### The problem
Reproduce word for word the lines between those holding "Locate an element on the screen. The" and "The image size is (663, 523).", inclusive, and nothing else from the data below.

### Data for processing
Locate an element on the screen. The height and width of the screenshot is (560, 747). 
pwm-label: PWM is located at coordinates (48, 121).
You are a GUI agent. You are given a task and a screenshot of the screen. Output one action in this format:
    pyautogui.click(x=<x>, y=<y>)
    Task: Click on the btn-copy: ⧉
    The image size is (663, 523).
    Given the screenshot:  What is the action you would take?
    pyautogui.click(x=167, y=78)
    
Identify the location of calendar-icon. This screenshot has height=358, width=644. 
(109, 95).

---

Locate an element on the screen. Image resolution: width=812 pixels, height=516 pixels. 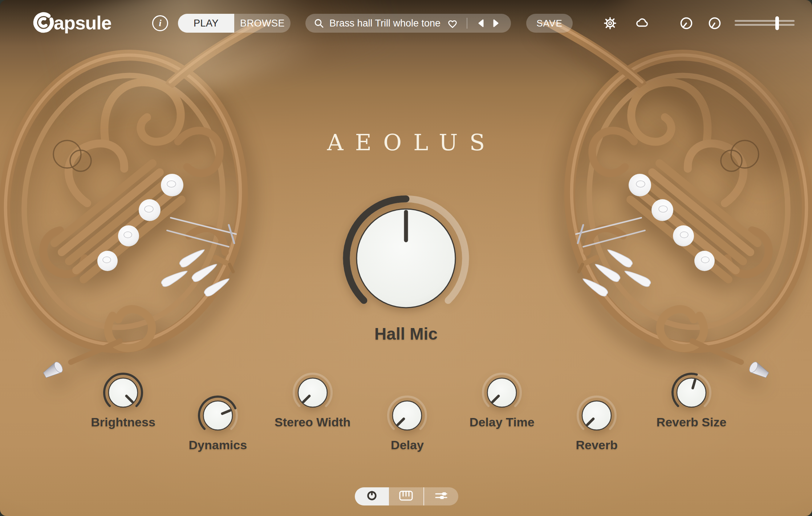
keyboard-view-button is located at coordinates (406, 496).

### Result
Locate an element on the screen. The height and width of the screenshot is (560, 747). 
pwm-label: PWM is located at coordinates (48, 121).
You are a GUI agent. You are given a task and a screenshot of the screen. Output one action in this format:
    pyautogui.click(x=<x>, y=<y>)
    Task: Click on the btn-copy: ⧉
    The image size is (663, 523).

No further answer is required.